L’enfant d’en haut
Directed by Ursula Meier
Written by Antoine Jaccoud & Ursula Meier
Starring Kacey Mottet Klien, Lea Seydoux, Gillian Anderson
Channeling the social anxieties of the Dardenne Brothers with a nod to the political posturing of ultra-realist Ken Loach, Ursula Meier’s second feature is a distanced, distracting fable on the modern family structure. Like her 2008 debut Home the simply titled Sister is another puzzling tale which is bruisingly ascetic in tone, an emotional neutered piece which slowly builds an arresting snapshot of lives in a codified and fragmented, unsecured and uncertain free-fall.
The impish twelve year old Simon (Klien) lives with his sister in a decrepit council block at the foot of a popular ski resort in the Swiss alps. With no adult parents in sight and bereft of cash Simon spends his days as a mirror of some modern day Dickensian figure of Alpine descent, pilfering the tourists jackets, coats and backpacks for food and cash, selling on the more affluent skiing gear to the local street level hucksters in an almost gentile, agreeable black market. His older sister Louise is an abrasive sort, working at menial service level jobs until her fiery demeanor gets her fired and she is forced onto the next short term contract, she spends her evening with local men of a loose and easy virtue and it is vaguely suggested that she may be hooking on the side. Incrementally the siblings back-story and predicament is drawn together and emotionally exposed, as their unsustainable predicament draws to an inevitable conclusion.
Following the usual vérité conventions – naturalistic performances, a sparsly obtuse soundtrack, an emphasis on social conditions and economic – Sister is a fine if rather chilly observation of the lives of people who operate at the margins of society. The drip feed of the drama slowly uncovering the history of Simon and Louise’s predicament is dexterously handled with empathic revelations being buried deep into the films fiscally appropriate run-time, with a focus on the players internal lives and muddied history providing the requisite interest as a overlooked underclass strives for survival in a economically partitioned estate.
The central urchins unassuming performance makes one understand if not entirely sympathise with his thieving ways, and his desire for warmth in a functioning family context is discreetly revealed through an acquaintance desperately made with a English tourist and her two kids, played with an affable realism by Gillian Anderson. The chilly alpine locale and clear situational metaphor of the haves and have-nots is expressed through geographical establishing visions, counterpoising the rambling hand to mouth existence of societies overlooked and forgotten with an aloof, alienated middle class at play. With a complex central relationship and faintly mystifying, unresolved ending Sister is a rewarding and mysterious entry to this years London Film Festival.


:: EXERCISE BRIEF ::
Go through the entries below and return every line that contains "Theories".

------ DATA TO PROCESS

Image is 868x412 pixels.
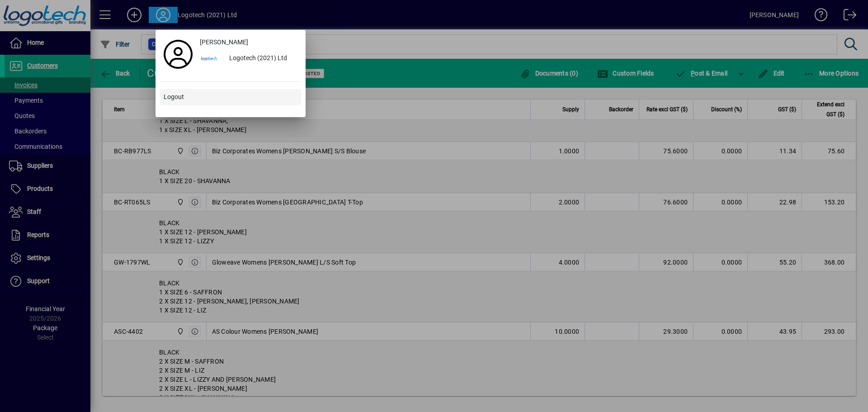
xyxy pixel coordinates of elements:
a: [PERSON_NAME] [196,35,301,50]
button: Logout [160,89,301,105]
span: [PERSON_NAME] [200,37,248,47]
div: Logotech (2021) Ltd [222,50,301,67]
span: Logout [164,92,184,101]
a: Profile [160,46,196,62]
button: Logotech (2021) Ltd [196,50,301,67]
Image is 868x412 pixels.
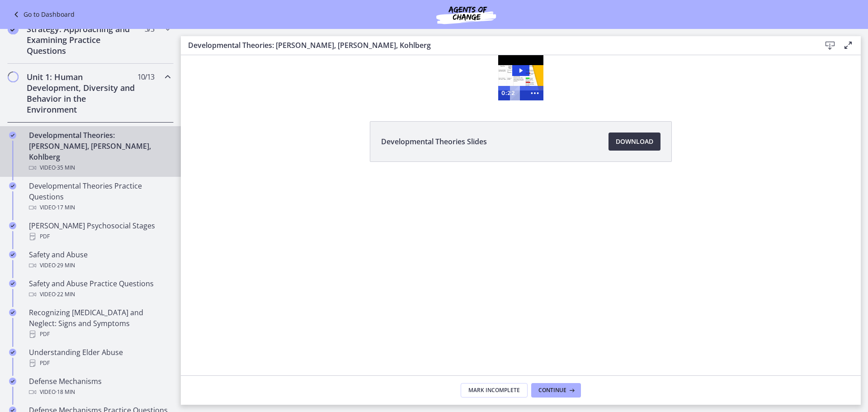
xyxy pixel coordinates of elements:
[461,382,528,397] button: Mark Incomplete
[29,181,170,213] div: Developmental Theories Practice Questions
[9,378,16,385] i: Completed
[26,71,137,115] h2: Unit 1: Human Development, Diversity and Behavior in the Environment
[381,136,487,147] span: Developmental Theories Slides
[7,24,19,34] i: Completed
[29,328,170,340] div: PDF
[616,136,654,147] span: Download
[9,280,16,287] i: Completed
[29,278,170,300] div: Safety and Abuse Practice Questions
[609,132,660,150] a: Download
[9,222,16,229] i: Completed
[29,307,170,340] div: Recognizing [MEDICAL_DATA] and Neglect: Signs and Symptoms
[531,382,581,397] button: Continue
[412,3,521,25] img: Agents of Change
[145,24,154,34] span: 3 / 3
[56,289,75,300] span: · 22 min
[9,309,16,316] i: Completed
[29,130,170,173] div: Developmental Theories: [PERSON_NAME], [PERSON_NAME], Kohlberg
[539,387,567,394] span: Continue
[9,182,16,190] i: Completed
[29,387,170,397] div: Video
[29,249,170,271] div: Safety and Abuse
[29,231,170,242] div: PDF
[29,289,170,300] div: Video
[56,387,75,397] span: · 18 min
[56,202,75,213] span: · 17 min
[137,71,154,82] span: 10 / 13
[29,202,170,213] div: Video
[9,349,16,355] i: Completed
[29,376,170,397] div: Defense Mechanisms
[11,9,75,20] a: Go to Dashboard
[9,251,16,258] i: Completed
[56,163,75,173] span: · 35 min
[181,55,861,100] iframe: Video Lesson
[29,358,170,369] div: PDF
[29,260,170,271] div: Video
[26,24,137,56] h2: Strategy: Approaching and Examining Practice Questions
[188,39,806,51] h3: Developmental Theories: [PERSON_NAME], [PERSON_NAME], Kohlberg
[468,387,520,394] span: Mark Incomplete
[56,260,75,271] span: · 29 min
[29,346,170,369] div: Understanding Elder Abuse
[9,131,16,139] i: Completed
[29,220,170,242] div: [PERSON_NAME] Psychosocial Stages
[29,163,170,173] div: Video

------------

:: ANSWER BOX ::
[29,181,170,213] div: Developmental Theories Practice Questions
[381,136,487,147] span: Developmental Theories Slides
[29,130,170,173] div: Developmental Theories: [PERSON_NAME], [PERSON_NAME], Kohlberg
[188,39,806,51] h3: Developmental Theories: [PERSON_NAME], [PERSON_NAME], Kohlberg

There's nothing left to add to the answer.